The New York Times Current History of the European War, Vol. 1, January 9, 1915 eBook

This eBook from the Gutenberg Project consists of approximately 465 pages of information about The New York Times Current History of the European War, Vol. 1, January 9, 1915.

The New York Times Current History of the European War, Vol. 1, January 9, 1915 eBook

This eBook from the Gutenberg Project consists of approximately 465 pages of information about The New York Times Current History of the European War, Vol. 1, January 9, 1915.

“They will ask this many times, and however they may answer it they will, by consequence, follow the question with another:  Shall we go on fighting wars about the necessity, expedience, and righteousness of which we have not been consulted?

“And to this query they will find only one answer—­an emphatic negative.

“Sooner or later there will be a comprehensive political reorganization of Europe, and when its day comes the rearrangement will be along the lines of a republic rather than along the lines of any monarchy, however liberal.

“Then international agreements will be unnecessary and there will be no treaties to be broken—­no ‘scraps of paper’ to be disregarded.

“Apparently Germany has been as successful in training her people to think accurately along economic lines as she has been in training them to work efficiently along such lines; and that accurate thought undoubtedly is bearing startling fruit among the men today crouched in the trenches on the firing lines.”

Era of Individual Thought.

“England, on the other hand, and France have encouraged the free and spontaneous life of democratic peoples.  France and England, like the United States, have been training their peoples to think efficiently of and to appreciate and use liberty and initiative.  And the men of these two nations are, in turn, exercising that ability as they crouch in their trenches.

“In other words, this war has precipitated an era of sober individual thought about the individual’s rights and responsibilities.  It will everywhere bring about a wider political organization of mankind, a greater freedom of trade and opportunity, a more serious and thorough education, a more earnest attention and devotion to the higher interests of life, giving such thought preference above that overemphasis of material comforts which has been so marked a feature of recent human history.

“All these things will make for peace; and another and potent influence will be the exhaustion of the weakened nations which will follow the conflict.  Because of that very weakness Europe will turn its unanimous attention to the things of peace rather than to the things of war.

“The new Europe is being fashioned by those questioning men who now are lying in the trenches.

“They are searching in the universe for answers to such inquiries as they never dreamed about before, and the women, worrying at home—­they, too, are busy with a search for answers to hitherto undreamed-of questions.

“They all are pondering great things for the first time.  Their pondering will be fruitful.

“Today all Europe fights, but, also, today all Europe thinks.  And, thinking, perhaps it may devise a better order, so that it may not ever fight again.”

[Illustration]

“To Americans Leaving Germany”

A FAREWELL WORD.

AMERICANS!

Copyrights
Project Gutenberg
The New York Times Current History of the European War, Vol. 1, January 9, 1915 from Project Gutenberg. Public domain.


▸ **Requirement**:
Go through the data below and copy it exactly, skipping every picture.

▸ **Source data**:

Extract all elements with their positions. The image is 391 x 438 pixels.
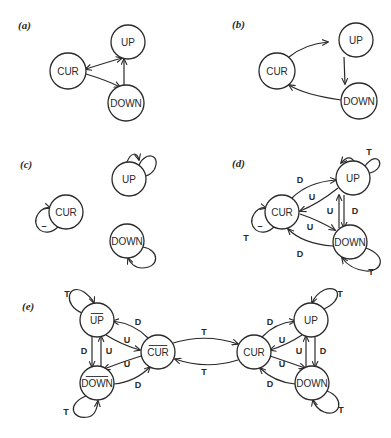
state-node-up: UP — [112, 162, 146, 196]
edge-cur-to-curbar — [175, 359, 238, 365]
state-label: UP — [122, 174, 136, 185]
edge-down-to-cur — [289, 85, 341, 100]
panel-label: (a) — [18, 19, 31, 32]
state-label: CUR — [266, 66, 288, 77]
state-node-up: UP — [336, 161, 370, 195]
edge-label: U — [106, 346, 113, 356]
edge-cur-to-down — [270, 356, 305, 368]
edge-cur-to-down — [300, 214, 335, 230]
state-node-cur: CUR — [50, 53, 86, 89]
state-label: UP — [304, 315, 318, 326]
edges — [289, 42, 345, 100]
edge-label: U — [279, 335, 286, 345]
state-label: DOWN — [296, 378, 328, 389]
state-node-upbar: UP — [80, 303, 114, 337]
edge-downbar-to-curbar — [114, 367, 150, 384]
panels-root: (a)CURUPDOWN(b)CURUPDOWN(c)–CURUPDOWN(d)… — [18, 18, 380, 417]
edge-cur-to-up — [86, 58, 122, 69]
state-node-down: DOWN — [295, 366, 329, 400]
edge-label: T — [368, 267, 374, 277]
state-node-down: DOWN — [341, 83, 377, 119]
edge-label: D — [267, 379, 274, 389]
edge-label: U — [307, 222, 314, 232]
panel-label: (b) — [232, 18, 245, 31]
state-label: UP — [346, 173, 360, 184]
state-label: UP — [121, 37, 135, 48]
edge-label: D — [135, 380, 142, 390]
state-label: DOWN — [81, 378, 113, 389]
state-label: CUR — [55, 207, 77, 218]
state-label: CUR — [243, 347, 265, 358]
panel-label: (e) — [22, 300, 34, 313]
state-label: UP — [349, 35, 363, 46]
edge-label: D — [267, 317, 274, 327]
panel-c: (c)–CURUPDOWN — [20, 154, 156, 268]
state-node-down: DOWN — [110, 224, 144, 258]
edge-down-to-cur — [260, 368, 295, 384]
state-node-curbar: CUR — [141, 335, 175, 369]
edge-label: U — [309, 192, 316, 202]
panel-d: (d)DUUDUDTT–TCURUPDOWN — [232, 147, 380, 277]
edge-label: D — [135, 317, 142, 327]
edge-label: T — [338, 405, 344, 415]
panel-e: (e)DUUDDUTTTTDUUDUDTTUPDOWNCURCURUPDOWN — [22, 289, 344, 418]
edge-label: T — [201, 327, 207, 337]
state-label: CUR — [271, 207, 293, 218]
edge-curbar-to-downbar — [104, 356, 141, 369]
edge-label: U — [124, 335, 131, 345]
state-label: CUR — [147, 347, 169, 358]
panel-a: (a)CURUPDOWN — [18, 19, 145, 121]
edge-label: U — [327, 206, 334, 216]
state-label: DOWN — [111, 236, 143, 247]
state-node-down: DOWN — [108, 85, 144, 121]
state-node-cur: CUR — [237, 335, 271, 369]
edge-curbar-to-cur — [173, 338, 238, 344]
edge-label: D — [297, 249, 304, 259]
edge-label: T — [63, 407, 69, 417]
state-node-up: UP — [111, 25, 145, 59]
edge-label: D — [352, 206, 359, 216]
state-diagram-figure: (a)CURUPDOWN(b)CURUPDOWN(c)–CURUPDOWN(d)… — [0, 0, 391, 438]
edge-curbar-to-upbar — [113, 321, 148, 338]
edge-cur-to-up — [289, 42, 328, 57]
edge-label: – — [41, 221, 46, 231]
state-node-cur: CUR — [259, 53, 295, 89]
state-node-cur: CUR — [265, 195, 299, 229]
edge-label: U — [279, 359, 286, 369]
edge-label: D — [297, 175, 304, 185]
edge-label: U — [124, 359, 131, 369]
edge-label: T — [64, 289, 70, 299]
edge-up-to-up — [127, 154, 139, 162]
panel-label: (c) — [20, 158, 32, 171]
panel-label: (d) — [232, 157, 245, 170]
state-label: UP — [90, 315, 104, 326]
edge-cur-to-down — [86, 74, 120, 87]
edge-up-to-down — [344, 57, 345, 84]
edge-label: D — [320, 346, 327, 356]
panel-b: (b)CURUPDOWN — [232, 18, 377, 119]
edges — [86, 58, 124, 87]
state-node-down: DOWN — [333, 225, 367, 259]
state-label: DOWN — [334, 237, 366, 248]
state-node-downbar: DOWN — [80, 366, 114, 400]
edge-label: T — [243, 233, 249, 243]
state-label: DOWN — [343, 96, 375, 107]
state-label: CUR — [57, 66, 79, 77]
state-label: DOWN — [110, 98, 142, 109]
edge-label: U — [296, 346, 303, 356]
edge-label: T — [366, 147, 372, 157]
edge-label: T — [337, 289, 343, 299]
edge-label: T — [201, 367, 207, 377]
edge-label: – — [257, 221, 262, 231]
state-node-cur: CUR — [49, 195, 83, 229]
edge-label: D — [81, 346, 88, 356]
state-node-up: UP — [339, 23, 373, 57]
state-node-up: UP — [294, 303, 328, 337]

▸ **Answer area**:
Extract all elements with their positions. The image is 391 x 438 pixels.
state-node-up: UP — [112, 162, 146, 196]
edge-cur-to-curbar — [175, 359, 238, 365]
state-label: UP — [122, 174, 136, 185]
edge-down-to-cur — [289, 85, 341, 100]
panel-label: (a) — [18, 19, 31, 32]
state-label: CUR — [266, 66, 288, 77]
state-node-up: UP — [336, 161, 370, 195]
edge-label: U — [106, 346, 113, 356]
edge-cur-to-down — [270, 356, 305, 368]
edge-cur-to-down — [300, 214, 335, 230]
state-node-cur: CUR — [50, 53, 86, 89]
state-label: UP — [304, 315, 318, 326]
edges — [289, 42, 345, 100]
edge-label: U — [279, 335, 286, 345]
state-label: DOWN — [296, 378, 328, 389]
state-node-upbar: UP — [80, 303, 114, 337]
edge-downbar-to-curbar — [114, 367, 150, 384]
panels-root: (a)CURUPDOWN(b)CURUPDOWN(c)–CURUPDOWN(d)… — [18, 18, 380, 417]
edge-cur-to-up — [86, 58, 122, 69]
state-node-down: DOWN — [295, 366, 329, 400]
edge-label: T — [368, 267, 374, 277]
state-node-down: DOWN — [341, 83, 377, 119]
edge-label: D — [267, 379, 274, 389]
edge-label: U — [307, 222, 314, 232]
panel-label: (b) — [232, 18, 245, 31]
state-label: UP — [346, 173, 360, 184]
state-label: UP — [121, 37, 135, 48]
edge-label: D — [135, 380, 142, 390]
state-label: DOWN — [81, 378, 113, 389]
state-label: CUR — [55, 207, 77, 218]
state-label: CUR — [243, 347, 265, 358]
panel-label: (e) — [22, 300, 34, 313]
state-label: UP — [349, 35, 363, 46]
edge-label: D — [267, 317, 274, 327]
panel-c: (c)–CURUPDOWN — [20, 154, 156, 268]
state-node-down: DOWN — [110, 224, 144, 258]
edge-down-to-cur — [260, 368, 295, 384]
state-node-curbar: CUR — [141, 335, 175, 369]
edge-label: U — [309, 192, 316, 202]
panel-d: (d)DUUDUDTT–TCURUPDOWN — [232, 147, 380, 277]
edge-label: D — [135, 317, 142, 327]
edge-label: T — [338, 405, 344, 415]
panel-e: (e)DUUDDUTTTTDUUDUDTTUPDOWNCURCURUPDOWN — [22, 289, 344, 418]
edge-label: T — [201, 327, 207, 337]
state-label: CUR — [271, 207, 293, 218]
edge-curbar-to-downbar — [104, 356, 141, 369]
edge-label: U — [124, 335, 131, 345]
state-label: CUR — [147, 347, 169, 358]
panel-a: (a)CURUPDOWN — [18, 19, 145, 121]
edge-label: U — [327, 206, 334, 216]
state-label: DOWN — [111, 236, 143, 247]
state-node-down: DOWN — [108, 85, 144, 121]
state-node-cur: CUR — [237, 335, 271, 369]
edge-curbar-to-cur — [173, 338, 238, 344]
edge-label: D — [297, 249, 304, 259]
edge-label: T — [63, 407, 69, 417]
state-node-up: UP — [111, 25, 145, 59]
edge-label: D — [352, 206, 359, 216]
state-diagram-figure: (a)CURUPDOWN(b)CURUPDOWN(c)–CURUPDOWN(d)… — [0, 0, 391, 438]
edge-curbar-to-upbar — [113, 321, 148, 338]
edge-cur-to-up — [289, 42, 328, 57]
edge-label: – — [41, 221, 46, 231]
state-node-cur: CUR — [259, 53, 295, 89]
state-node-cur: CUR — [265, 195, 299, 229]
edge-label: U — [279, 359, 286, 369]
edge-label: D — [297, 175, 304, 185]
edge-label: U — [124, 359, 131, 369]
edge-label: T — [64, 289, 70, 299]
edge-up-to-up — [127, 154, 139, 162]
panel-label: (c) — [20, 158, 32, 171]
panel-label: (d) — [232, 157, 245, 170]
state-label: UP — [90, 315, 104, 326]
edge-cur-to-down — [86, 74, 120, 87]
edge-up-to-down — [344, 57, 345, 84]
edge-label: D — [320, 346, 327, 356]
panel-b: (b)CURUPDOWN — [232, 18, 377, 119]
edges — [86, 58, 124, 87]
state-node-down: DOWN — [333, 225, 367, 259]
state-label: DOWN — [334, 237, 366, 248]
state-node-downbar: DOWN — [80, 366, 114, 400]
edge-label: T — [243, 233, 249, 243]
state-label: DOWN — [343, 96, 375, 107]
state-label: CUR — [57, 66, 79, 77]
state-label: DOWN — [110, 98, 142, 109]
edge-label: U — [296, 346, 303, 356]
edge-label: T — [366, 147, 372, 157]
edge-label: T — [337, 289, 343, 299]
edge-label: T — [201, 367, 207, 377]
edge-label: – — [257, 221, 262, 231]
state-node-cur: CUR — [49, 195, 83, 229]
edge-label: D — [81, 346, 88, 356]
state-node-up: UP — [339, 23, 373, 57]
state-node-up: UP — [294, 303, 328, 337]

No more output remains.